Mike Nudelman/Business Insider
Here's what economists are expecting in tomorrow's report, according to data from Bloomberg:
- Nonfarm payrolls: +215,000
- Private payrolls: +210,000
- Unemployment rate: 6.4%
- Average Hours Earnings: +0.2% month-over-month, +2% year-over-year
- Average weekly hours: 34.5
On the first Friday of every month, the Department of Labor issues its employment report for the prior month, detailing the total nonfarm payroll positions that were added to the economy and where the unemployment rate stands.
Along with the U.S. GDP report, the U.S. jobs report is considered among the world's most important pieces of economic data.
Last month, the economy added 288,000 jobs, stronger than the 218,000 that had been expected, and the unemployment rate fell to 6.3% from 6.7%.
A big takeaway from last month's report was the decline in the labor force participation rate, which fell to 62.8%, the lowest level since 1978. The labor force participation rate is the percent of the civilian population employed or looking for work. There remains a big debate about whether slack remains in the labor force, so economists will be closely watching this number.
The economy has recently been showing signs of strength, with auto sales for May coming at their fastest pace since May 2007. ISM's manufacturing index, after two revisions, showed manufacturing activity that beat expectations in April.
At Societe Generale, Brian Jones and his team expect the report to show the economy added 240,000 jobs in May with the unemployment rate ticking down to 6.2%.
From SocGen:
"Our analysis suggests that market participants should be prepared for what might very well be the strongest overall canvass thus far in 2014. Improving business conditions, combined with normal seasonal weather patterns, likely boosted nonfarm payrolls by 240,000 in May, essentially matching the average job gain posted over the prior three- month span. A projected decline in our augmented insured unemployment gauge between household survey periods implies that the civilian jobless rate dipped to 6.2% - the lowest reading since September 2008. Other key labour-market metrics, in particular average hourly earnings, will probably flash green as well in the upcoming report."
Jobless claims came in at 312,000 earlier this morning, but the four-week average for the reading fell to its lowest level since June 2007.
On Tuesday of this week, ADP reported that private U.S. companies added 179,000 jobs in May short of expectations for additions of 210,000, although Pantheon Macro's Ian Shepherdson has argued the ADP report does a poor job of predicting the number. He sees nonfarm payrolls coming in at 230,000.
Chris Rupkey at Bank of Tokyo-Mitsubishi UFJ sees nonfarm payrolls coming in at 210,000. Rupkey notes that this morning's jobless claims number was good news for the economy.
Rupkey:
"We don't see the slack economic conditions that Fed officials see, and unemployment claims don't either. Current conditions could not be any better. First-time jobless claims rose slightly by 8K to 312K in the May 31 week. These are levels we tend to see during robust economic expansions, where any job losses are modest frictional ones in a normal, growing $17 trillion economy. Unemployment claims are better than they were in April... This is evidence, anecdotal to be sure, that we could get a big 200K plus payroll jobs tomorrow."
Rupkey adds that the labor markets are closing in on full employment.
Financial estimates firm Estimize said its crowdsourced consensus expectations for tomorrow's report are currently at 243,000.
We've noted that this is the moment of truth for the U.S. economy, and tomorrow we'll get a big piece of the answer.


_Work to complete_
Copy out every line of the data where the word "elements" is found.
##### Material for this task
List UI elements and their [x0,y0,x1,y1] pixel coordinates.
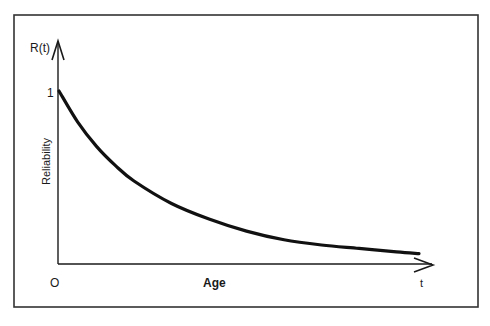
x-axis-arrow-icon [414,258,433,272]
y-axis-label: Reliability [40,137,52,185]
x-tick-origin: O [50,276,59,290]
x-axis-symbol: t [420,277,423,289]
reliability-chart: R(t) 1 O Age t Reliability [0,0,490,326]
x-axis-label: Age [203,276,226,290]
y-axis-symbol: R(t) [30,41,50,55]
chart-frame [14,15,478,307]
y-tick-one: 1 [47,86,54,100]
reliability-curve [59,91,419,254]
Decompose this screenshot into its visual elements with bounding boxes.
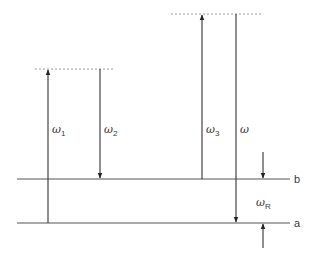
omega-r-label: ωR <box>256 196 271 211</box>
omega-label: ω <box>240 123 249 136</box>
level-a-label: a <box>294 217 301 229</box>
energy-level-diagram: ω1 ω2 ω3 ω ωR b a <box>0 0 317 259</box>
omega1-label: ω1 <box>52 123 66 138</box>
omega3-label: ω3 <box>206 123 220 138</box>
level-b-label: b <box>294 173 300 185</box>
omega2-label: ω2 <box>104 123 118 138</box>
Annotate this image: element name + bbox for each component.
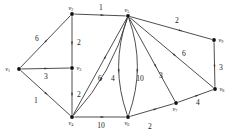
edge-arrowhead xyxy=(71,41,73,45)
edges-layer xyxy=(21,14,215,117)
edge-weight-label: 2 xyxy=(77,90,81,99)
node-label: v3 xyxy=(77,64,82,73)
edge-weight-label: 6 xyxy=(182,49,186,58)
edge-arrowhead xyxy=(136,69,138,73)
edge-arrowhead xyxy=(214,65,216,69)
graph-node-v1: v1 xyxy=(5,65,21,74)
node-label-subscript: 8 xyxy=(222,88,224,93)
edge-arrowhead xyxy=(44,68,48,70)
node-label-subscript: 2 xyxy=(71,7,73,12)
edge-weight-label: 6 xyxy=(98,74,102,83)
node-label: v4 xyxy=(69,119,74,128)
edge-weight-label: 3 xyxy=(219,63,223,72)
graph-node-v4: v4 xyxy=(69,115,74,127)
graph-canvas: 631122610410362243 v1v2v3v4v5v6v7v8v9 xyxy=(0,0,242,140)
node-dot xyxy=(70,66,74,70)
edge-weight-label: 2 xyxy=(77,38,81,47)
node-label-subscript: 9 xyxy=(221,39,223,44)
edge-weight-label: 3 xyxy=(159,71,163,80)
graph-edge xyxy=(119,18,128,115)
arrowheads-layer xyxy=(44,14,215,118)
edge-weight-label: 2 xyxy=(175,16,179,25)
edge-weight-label: 4 xyxy=(111,74,115,83)
node-dot xyxy=(17,67,21,71)
node-dot xyxy=(70,12,74,16)
node-label: v1 xyxy=(5,65,10,74)
graph-edge xyxy=(74,14,125,16)
node-label: v2 xyxy=(69,4,74,13)
node-label: v6 xyxy=(125,119,130,128)
node-label-subscript: 6 xyxy=(127,122,129,127)
node-label-subscript: 5 xyxy=(127,9,129,14)
graph-node-v2: v2 xyxy=(69,4,74,16)
edge-weight-label: 6 xyxy=(35,34,39,43)
graph-edge xyxy=(129,18,138,115)
node-dot xyxy=(126,14,130,18)
edge-weight-label: 3 xyxy=(44,72,48,81)
node-label: v7 xyxy=(173,105,178,114)
edge-weight-label: 2 xyxy=(148,122,152,131)
edge-weight-label: 4 xyxy=(196,98,200,107)
graph-edge xyxy=(130,104,174,117)
node-label-subscript: 4 xyxy=(71,122,73,127)
node-label: v5 xyxy=(125,6,130,15)
node-label-subscript: 1 xyxy=(8,68,10,73)
graph-figure: 631122610410362243 v1v2v3v4v5v6v7v8v9 xyxy=(0,0,242,140)
graph-edge xyxy=(74,18,128,115)
edge-arrowhead xyxy=(101,116,105,118)
edge-weight-labels-layer: 631122610410362243 xyxy=(34,3,223,131)
edge-arrowhead xyxy=(153,108,157,110)
node-label-subscript: 7 xyxy=(175,108,177,113)
edge-arrowhead xyxy=(195,95,199,97)
graph-edge xyxy=(214,42,215,86)
edge-weight-label: 1 xyxy=(34,96,38,105)
graph-node-v7: v7 xyxy=(173,101,178,113)
nodes-layer: v1v2v3v4v5v6v7v8v9 xyxy=(5,4,224,128)
edge-weight-label: 10 xyxy=(97,121,105,130)
edge-arrowhead xyxy=(179,29,183,31)
edge-arrowhead xyxy=(101,14,105,16)
edge-arrowhead xyxy=(71,93,73,97)
node-label: v8 xyxy=(220,85,225,94)
node-label: v9 xyxy=(219,36,224,45)
node-dot xyxy=(213,87,217,91)
node-dot xyxy=(212,38,216,42)
edge-weight-label: 1 xyxy=(99,3,103,12)
edge-weight-label: 10 xyxy=(136,74,144,83)
node-label-subscript: 3 xyxy=(79,67,81,72)
edge-arrowhead xyxy=(118,69,120,73)
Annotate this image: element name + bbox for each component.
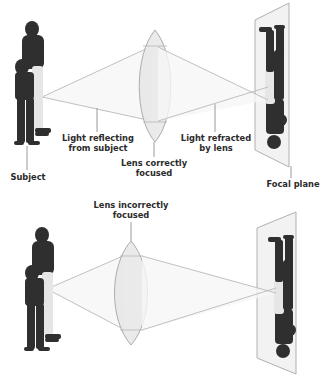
lens-focus-diagram: Subject Light reflecting from subject Le… xyxy=(0,0,332,391)
label-subject-text: Subject xyxy=(10,172,45,182)
ray-cone-outgoing-top xyxy=(158,47,268,121)
panel-incorrect xyxy=(24,212,296,374)
label-focal-plane-text: Focal plane xyxy=(266,179,319,189)
ray-cone-outgoing-bottom xyxy=(142,256,276,330)
label-light-refracted-line2: by lens xyxy=(176,143,256,153)
label-light-reflecting-line1: Light reflecting xyxy=(58,133,138,143)
label-light-reflecting: Light reflecting from subject xyxy=(58,133,138,153)
label-lens-correct-line2: focused xyxy=(114,168,194,178)
diagram-canvas xyxy=(0,0,332,391)
label-lens-incorrect-line2: focused xyxy=(86,210,176,220)
subject-figures-top xyxy=(14,21,51,145)
label-light-refracted: Light refracted by lens xyxy=(176,133,256,153)
label-light-reflecting-line2: from subject xyxy=(58,143,138,153)
label-light-refracted-line1: Light refracted xyxy=(176,133,256,143)
label-lens-correct: Lens correctly focused xyxy=(114,158,194,178)
label-subject: Subject xyxy=(8,172,48,182)
ray-cone-incoming-bottom xyxy=(47,256,125,330)
label-lens-correct-line1: Lens correctly xyxy=(114,158,194,168)
label-lens-incorrect-line1: Lens incorrectly xyxy=(86,200,176,210)
label-focal-plane: Focal plane xyxy=(260,179,326,189)
label-lens-incorrect: Lens incorrectly focused xyxy=(86,200,176,220)
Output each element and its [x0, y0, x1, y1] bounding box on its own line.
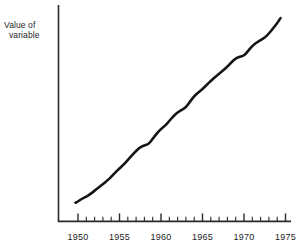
x-tick-label-1: 1955: [109, 232, 130, 242]
data-series-line: [76, 18, 281, 203]
x-axis-major-ticks: [78, 213, 286, 221]
plot-area: 1950 1955 1960 1965 1970 1975: [0, 0, 303, 248]
x-tick-label-4: 1970: [234, 232, 255, 242]
x-tick-label-2: 1960: [151, 232, 172, 242]
x-tick-label-5: 1975: [275, 232, 296, 242]
chart-figure: Value of variable: [0, 0, 303, 248]
x-tick-label-0: 1950: [68, 232, 89, 242]
x-tick-label-3: 1965: [192, 232, 213, 242]
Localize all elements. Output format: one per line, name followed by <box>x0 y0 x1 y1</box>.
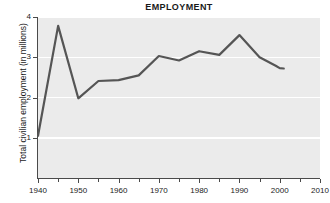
series-layer <box>0 0 330 203</box>
employment-line-chart: EMPLOYMENT Total civilian employment (in… <box>0 0 330 203</box>
series-line-total-civilian-employment <box>38 26 284 136</box>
##########
_Reply to the exercise_
List UI elements and their [x0,y0,x1,y1] pixel coordinates.
Decompose this screenshot into its visual elements with bounding boxes.
Localize all elements. Output format: one per line, name followed by <box>x0 y0 x1 y1</box>.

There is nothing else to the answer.